There was a moment’s pause. “You need what now?”
“A forensics kit.”
“Like on ‘CSI’?”
“Yeah,” said Chloe.
“I don’t have a forensics kit.”
“Sure you do,” said Chloe. “You just haven’t put it together yet.”
Another pause. Chloe knew Bee was running through her mental catalog of all the gear and gadgets in the house. “I can do a fingerprint powder I think. Some graphite. Tweezers, plastic bags, magnifying glass, a black light…”
“What’s the black light for?” asked Chloe.
“I dunno. Don’t they always use a black light for finding fluids and stuff?
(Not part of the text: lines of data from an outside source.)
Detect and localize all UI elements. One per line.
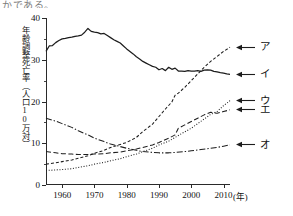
plot-area: 010203040 196019701980199020002010 (46, 18, 230, 185)
legend-arrow-ウ (236, 96, 256, 105)
y-tick-label-40: 40 (31, 14, 40, 23)
series-line-ア (46, 47, 230, 164)
y-tick-label-10: 10 (31, 139, 40, 148)
y-axis-label: 年齢調整死亡率（人口10万対） (8, 26, 29, 188)
y-tick-label-20: 20 (31, 97, 40, 106)
series-line-エ (46, 110, 230, 155)
y-tick-label-30: 30 (31, 55, 40, 64)
x-tick-label-2010: 2010 (215, 190, 233, 200)
legend-arrow-オ (236, 140, 256, 149)
legend-label-イ: イ (260, 68, 270, 79)
y-tick-label-0: 0 (36, 181, 41, 190)
series-line-イ (46, 28, 230, 74)
x-tick-label-1970: 1970 (85, 190, 103, 200)
y-tick-0 (42, 185, 46, 186)
x-tick-label-1960: 1960 (53, 190, 71, 200)
chart-figure: かである。 年齢調整死亡率（人口10万対） 010203040 19601970… (0, 0, 293, 216)
x-tick-label-2000: 2000 (182, 190, 200, 200)
x-axis-unit-label: (年) (233, 190, 248, 202)
legend-label-エ: エ (260, 104, 270, 115)
legend-label-オ: オ (260, 139, 270, 150)
legend-label-ア: ア (260, 41, 270, 52)
legend-arrow-ア (236, 43, 256, 52)
cut-off-heading-text: かである。 (2, 0, 55, 8)
legend-arrow-エ (236, 105, 256, 114)
x-tick-label-1980: 1980 (118, 190, 136, 200)
x-tick-label-1990: 1990 (150, 190, 168, 200)
legend-arrow-イ (236, 70, 256, 79)
series-lines (46, 18, 230, 185)
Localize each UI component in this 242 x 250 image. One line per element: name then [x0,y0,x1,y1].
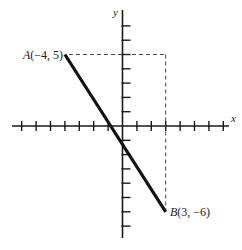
point-b-label: B(3, −6) [170,205,210,219]
point-a-label: A(−4, 5) [22,48,63,62]
point-b-coords: (3, −6) [177,205,210,219]
coordinate-plane-diagram: x y A(−4, 5) B(3, −6) [0,0,242,250]
point-a-coords: (−4, 5) [30,48,63,62]
segment-ab [65,55,166,212]
y-axis-label: y [112,6,118,18]
x-axis-label: x [230,112,236,124]
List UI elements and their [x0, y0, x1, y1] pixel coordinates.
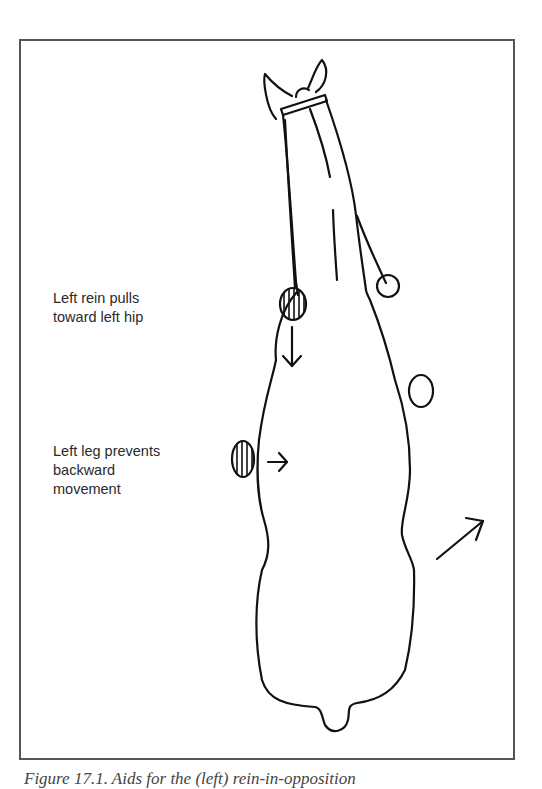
- body-outline: [256, 290, 414, 731]
- leg-push-arrow-icon: [268, 453, 287, 471]
- right-rein-aid-marker: [377, 275, 399, 297]
- left-ear-icon: [264, 74, 292, 119]
- figure-caption: Figure 17.1. Aids for the (left) rein-in…: [24, 769, 356, 789]
- neck-inner-line: [333, 210, 337, 280]
- rein-aid-label: Left rein pulls toward left hip: [53, 289, 143, 327]
- left-rein-aid-marker: [280, 285, 306, 325]
- leg-aid-label: Left leg prevents backward movement: [53, 442, 160, 499]
- poll-icon: [296, 88, 309, 97]
- left-leg-aid-marker: [232, 438, 254, 480]
- neck-right-outline: [326, 100, 366, 290]
- neck-crest-line: [310, 109, 330, 177]
- right-leg-aid-marker: [409, 375, 433, 407]
- movement-arrow-icon: [437, 518, 483, 559]
- left-rein-line: [285, 120, 295, 288]
- browband-icon: [281, 95, 327, 115]
- rein-pull-arrow-icon: [283, 327, 301, 366]
- right-ear-icon: [308, 60, 326, 92]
And those special orange glasses.”
“Do you have special orange glasses?”
“No…” Bee admitted. “Ok, no black light.”
“Bring the good camera.”
“Video or still?”
“Both I guess. Still for sure. And anything else you might find useful.”
“Ok, ok…” She heard Bee typing in the background, making her list and no doubt checking it twice. “I’ll be there in an hour.”
“Hah! You’re kidding. I need you now,” said Chloe.
“Ten minutes then?” said Bee.
“Are you pulling a Scotty on me again?” Chloe asked.
“Moi? Never.”
“Ok,” said Chloe. “I need to pick up a bottle of whiskey, and I’ll see you there.”
CHLOE waited on the same street corner near where she’d found Paul a couple hours earlier. She called and gave San an update on what was going on. Sandee wanted to continue with party prep, and after a moment’s consideration, Chloe agreed. They might well need the party later, and San was the queen of organizing good times in Key West. More importantly, they needed the revenue.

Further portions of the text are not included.